How Bamboo Grows


I get lots of questions from folks all over the country asking what to expect from their new bamboo plants, so I decided to write this article describing the growth characteristics of bamboo. 

The number one error folks make is thinking that a single bamboo cane grows gradually over a period of years like a tree or shrub. I can see how this is easy to assume considering bamboo canes can reach 60 feet or more in height, but believe it or not, bamboo grows to its maximum size in one growing season….sometimes within a single month.

The process for how bamboo spreads and grows is often hard to explain, so I will use a running example of what to expect from a new bamboo plant. Let’s say you started out with a medium/large size bamboo such as Yellow Groove. Under the right conditions the bamboo should grow to 30ft tall, but you won’t get any 30ft tall canes in the first couple years.

  1. Day 1: Brand new plant is arrives in the mail. It has to be small enough to fit in a shipping box so let’s say it is 3 feet tall. This is a full grown Yellow Groove plant (just a smaller one dug from the edge of a larger grove). The common misconception here is that the small starter plant you receive will itself grow. This small plant will never grow… but it will begin to develop the root system for the grove and in future years this root system will spread and put up larger and larger canes. After planting you will generally see nothing happen until spring.
  2. Spring rolls around: your bamboo plant has been busy building a root system under the ground, and as the ground warms in the spring you will see pointy bamboo shoots begin to emerge from the soil around your original plant. You might get only 2 or 3 new shoots the first spring but each shoot will grow quickly to its maximum size. For purposes of this example let’s say you get 3 new shoots. Each of these shoots grows quickly into six foot tall plants (twice the size of the one you started with) Each year the new canes grow larger than the ones from the previous year. After the shooting finishes and the new canes leaf out you will see nothing else until the next spring.
  3. Next spring rolls around: You start this spring with 4 plants. You have 3 six foot tall Yellow Groove plants and the single 3 foot tall plant you started with. More shoots will start to emerge when the ground warms. This year you get 10 new shoots around the base of your small grove and each of these shoots quickly grows into 12 foot tall plants. Now you have the new 12ft tall plants and the three 6ft tall plants from the previous year as well as the original 3ft tall plant you started with.

As the example illustrates each year the new canes grow larger and more plentiful. In a few years you might be getting 40-50 new canes. It might be 6-10 years before your grove is putting up the maximum size for the species but when it does almost every new cane will be this large. The small little plant you started with will be completely shaded out and long forgotten by this time and you will have a thick grove of large majestic bamboo.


### YOUR ASSIGNMENT
Write the data out verbatim.
RECORDS SHOWN Block Start
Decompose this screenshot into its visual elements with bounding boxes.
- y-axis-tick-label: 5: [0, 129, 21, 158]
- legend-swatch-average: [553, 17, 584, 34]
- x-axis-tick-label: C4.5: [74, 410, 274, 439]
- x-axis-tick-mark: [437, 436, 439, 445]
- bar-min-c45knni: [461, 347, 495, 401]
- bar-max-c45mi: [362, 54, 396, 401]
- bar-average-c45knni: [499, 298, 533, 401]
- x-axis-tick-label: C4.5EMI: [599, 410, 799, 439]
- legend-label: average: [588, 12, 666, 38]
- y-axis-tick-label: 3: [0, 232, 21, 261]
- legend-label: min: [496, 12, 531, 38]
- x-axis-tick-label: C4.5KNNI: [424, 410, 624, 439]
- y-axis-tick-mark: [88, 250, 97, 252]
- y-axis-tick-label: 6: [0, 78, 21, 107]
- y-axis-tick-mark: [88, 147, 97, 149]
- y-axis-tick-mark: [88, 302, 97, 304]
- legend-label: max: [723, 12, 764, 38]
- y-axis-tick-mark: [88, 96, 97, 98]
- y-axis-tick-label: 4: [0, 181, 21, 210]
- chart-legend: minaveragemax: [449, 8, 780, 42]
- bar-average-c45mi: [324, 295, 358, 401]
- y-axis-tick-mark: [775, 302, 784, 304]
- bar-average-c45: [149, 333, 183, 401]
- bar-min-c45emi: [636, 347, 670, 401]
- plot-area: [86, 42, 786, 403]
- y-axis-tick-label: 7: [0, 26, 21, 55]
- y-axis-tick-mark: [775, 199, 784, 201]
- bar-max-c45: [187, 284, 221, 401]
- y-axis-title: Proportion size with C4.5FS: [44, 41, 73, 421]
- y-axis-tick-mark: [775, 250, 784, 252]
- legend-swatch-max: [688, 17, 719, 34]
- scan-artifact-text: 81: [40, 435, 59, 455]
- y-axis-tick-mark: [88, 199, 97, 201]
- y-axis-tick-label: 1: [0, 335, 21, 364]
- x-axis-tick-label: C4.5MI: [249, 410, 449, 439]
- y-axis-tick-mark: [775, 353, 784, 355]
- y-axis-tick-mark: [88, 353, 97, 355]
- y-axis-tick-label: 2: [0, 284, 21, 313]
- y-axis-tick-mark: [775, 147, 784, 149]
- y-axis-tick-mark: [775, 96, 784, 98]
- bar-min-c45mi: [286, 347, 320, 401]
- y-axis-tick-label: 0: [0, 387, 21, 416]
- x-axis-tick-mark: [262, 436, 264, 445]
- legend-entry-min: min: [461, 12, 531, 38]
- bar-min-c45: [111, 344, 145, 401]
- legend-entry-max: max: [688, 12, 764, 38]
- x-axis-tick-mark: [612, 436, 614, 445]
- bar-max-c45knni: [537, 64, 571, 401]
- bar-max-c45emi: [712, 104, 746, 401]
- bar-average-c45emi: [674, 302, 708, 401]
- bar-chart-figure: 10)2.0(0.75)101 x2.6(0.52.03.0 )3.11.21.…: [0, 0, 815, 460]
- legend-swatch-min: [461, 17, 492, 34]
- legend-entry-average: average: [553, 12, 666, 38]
RECORDS SHOWN Block End
### SOLUTION
Decompose this screenshot into its visual elements with bounding boxes.
- y-axis-tick-label: 5: [0, 129, 21, 158]
- legend-swatch-average: [553, 17, 584, 34]
- x-axis-tick-label: C4.5: [74, 410, 274, 439]
- x-axis-tick-mark: [437, 436, 439, 445]
- bar-min-c45knni: [461, 347, 495, 401]
- bar-max-c45mi: [362, 54, 396, 401]
- bar-average-c45knni: [499, 298, 533, 401]
- x-axis-tick-label: C4.5EMI: [599, 410, 799, 439]
- legend-label: average: [588, 12, 666, 38]
- y-axis-tick-label: 3: [0, 232, 21, 261]
- legend-label: min: [496, 12, 531, 38]
- x-axis-tick-label: C4.5KNNI: [424, 410, 624, 439]
- y-axis-tick-mark: [88, 250, 97, 252]
- y-axis-tick-label: 6: [0, 78, 21, 107]
- y-axis-tick-mark: [88, 147, 97, 149]
- y-axis-tick-mark: [88, 302, 97, 304]
- legend-label: max: [723, 12, 764, 38]
- y-axis-tick-mark: [88, 96, 97, 98]
- y-axis-tick-label: 4: [0, 181, 21, 210]
- chart-legend: minaveragemax: [449, 8, 780, 42]
- bar-average-c45mi: [324, 295, 358, 401]
- y-axis-tick-mark: [775, 302, 784, 304]
- bar-average-c45: [149, 333, 183, 401]
- bar-min-c45emi: [636, 347, 670, 401]
- plot-area: [86, 42, 786, 403]
- y-axis-tick-label: 7: [0, 26, 21, 55]
- y-axis-tick-mark: [775, 199, 784, 201]
- bar-max-c45: [187, 284, 221, 401]
- y-axis-title: Proportion size with C4.5FS: [44, 41, 73, 421]
- y-axis-tick-mark: [775, 250, 784, 252]
- legend-swatch-max: [688, 17, 719, 34]
- scan-artifact-text: 81: [40, 435, 59, 455]
- y-axis-tick-mark: [88, 199, 97, 201]
- y-axis-tick-label: 1: [0, 335, 21, 364]
- x-axis-tick-label: C4.5MI: [249, 410, 449, 439]
- y-axis-tick-mark: [775, 353, 784, 355]
- y-axis-tick-mark: [88, 353, 97, 355]
- y-axis-tick-label: 2: [0, 284, 21, 313]
- y-axis-tick-mark: [775, 147, 784, 149]
- y-axis-tick-mark: [775, 96, 784, 98]
- bar-min-c45mi: [286, 347, 320, 401]
- y-axis-tick-label: 0: [0, 387, 21, 416]
- x-axis-tick-mark: [262, 436, 264, 445]
- legend-entry-min: min: [461, 12, 531, 38]
- bar-min-c45: [111, 344, 145, 401]
- legend-entry-max: max: [688, 12, 764, 38]
- x-axis-tick-mark: [612, 436, 614, 445]
- bar-max-c45knni: [537, 64, 571, 401]
- bar-max-c45emi: [712, 104, 746, 401]
- bar-average-c45emi: [674, 302, 708, 401]
- bar-chart-figure: 10)2.0(0.75)101 x2.6(0.52.03.0 )3.11.21.…: [0, 0, 815, 460]
- legend-swatch-min: [461, 17, 492, 34]
- legend-entry-average: average: [553, 12, 666, 38]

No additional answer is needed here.